I've done the googling that Annoyance considers so vital to our moral development. Here are the results, for those who wish to remain slothful and debased. For the truly pious, youtube has a video of the so-called icepick psychosurgery from a PBS documentary.

  1. Googling "effect of lobotomy on IQ" returns a Google Books excerpt from a Neuroscience textbook. The author is professor of Neuroscience at MIT. The text claims that "...lobotomy can be performed with little decrease in IQ..." It also says that in the most popular lobotomy technique, it was impossible for the doctor to see what sections of the frontal lobe he was "treating."

  2. An online psychology textbook here describes the behavior of lobotomy patients as "stimulus-bound," and reports that they were easily distracted by their immediate surroundings and had little ability to plan or set goals.

  3. This site and this book (see p. 20) have more information on the general effects of damage to the frontal lobe.

Comment author: newerspeak 28 May 2009 07:37:43AM *  8 points [-]

Bond is being caustic so people will pay attention to him. It's his schtick. He reviews Ender's Game and calls it 'pornography'.

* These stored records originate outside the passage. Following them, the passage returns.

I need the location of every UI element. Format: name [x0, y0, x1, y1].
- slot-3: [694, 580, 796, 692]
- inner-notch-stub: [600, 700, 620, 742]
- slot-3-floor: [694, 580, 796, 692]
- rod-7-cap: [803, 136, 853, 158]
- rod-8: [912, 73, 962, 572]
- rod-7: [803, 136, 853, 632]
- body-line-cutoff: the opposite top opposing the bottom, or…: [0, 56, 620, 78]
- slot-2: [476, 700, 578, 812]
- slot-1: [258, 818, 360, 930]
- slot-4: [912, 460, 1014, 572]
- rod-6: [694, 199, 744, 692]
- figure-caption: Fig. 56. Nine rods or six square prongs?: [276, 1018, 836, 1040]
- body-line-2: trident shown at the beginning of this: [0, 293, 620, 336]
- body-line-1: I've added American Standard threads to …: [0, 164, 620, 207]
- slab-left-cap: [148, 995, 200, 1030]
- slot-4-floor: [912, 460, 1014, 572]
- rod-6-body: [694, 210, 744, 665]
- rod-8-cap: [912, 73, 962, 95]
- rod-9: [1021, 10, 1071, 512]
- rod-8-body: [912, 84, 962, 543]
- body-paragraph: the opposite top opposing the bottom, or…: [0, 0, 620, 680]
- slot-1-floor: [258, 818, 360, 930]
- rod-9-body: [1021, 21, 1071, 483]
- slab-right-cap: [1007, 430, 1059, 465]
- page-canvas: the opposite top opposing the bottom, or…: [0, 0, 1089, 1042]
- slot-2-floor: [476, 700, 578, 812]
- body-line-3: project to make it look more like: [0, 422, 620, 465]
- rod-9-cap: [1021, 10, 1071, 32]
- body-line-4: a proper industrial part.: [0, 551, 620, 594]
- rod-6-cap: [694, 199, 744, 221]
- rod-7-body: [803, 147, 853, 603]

His claim is backwards. People instinctively share their favorite stories for signaling reasons. Read Comeuppance if you don't believe me. The urge is probably strong enough that they'll drive across several states to get to a convention to find a receptive group of people with whom they can signal their approval. Indiana Jones fans don't have conventions because they aren't atypical -- most people like Indiana Jones movies.

He is sort of right, though. Anything that's good enough to attract a rabid fan base but still alienate the general public in spite of its virtues is pretty obviously going to have some even bigger faults.

Proust's following is small, rabid, and (being composed mostly of literary critics) is very far out of touch with reality. Why don't we call them a fandom?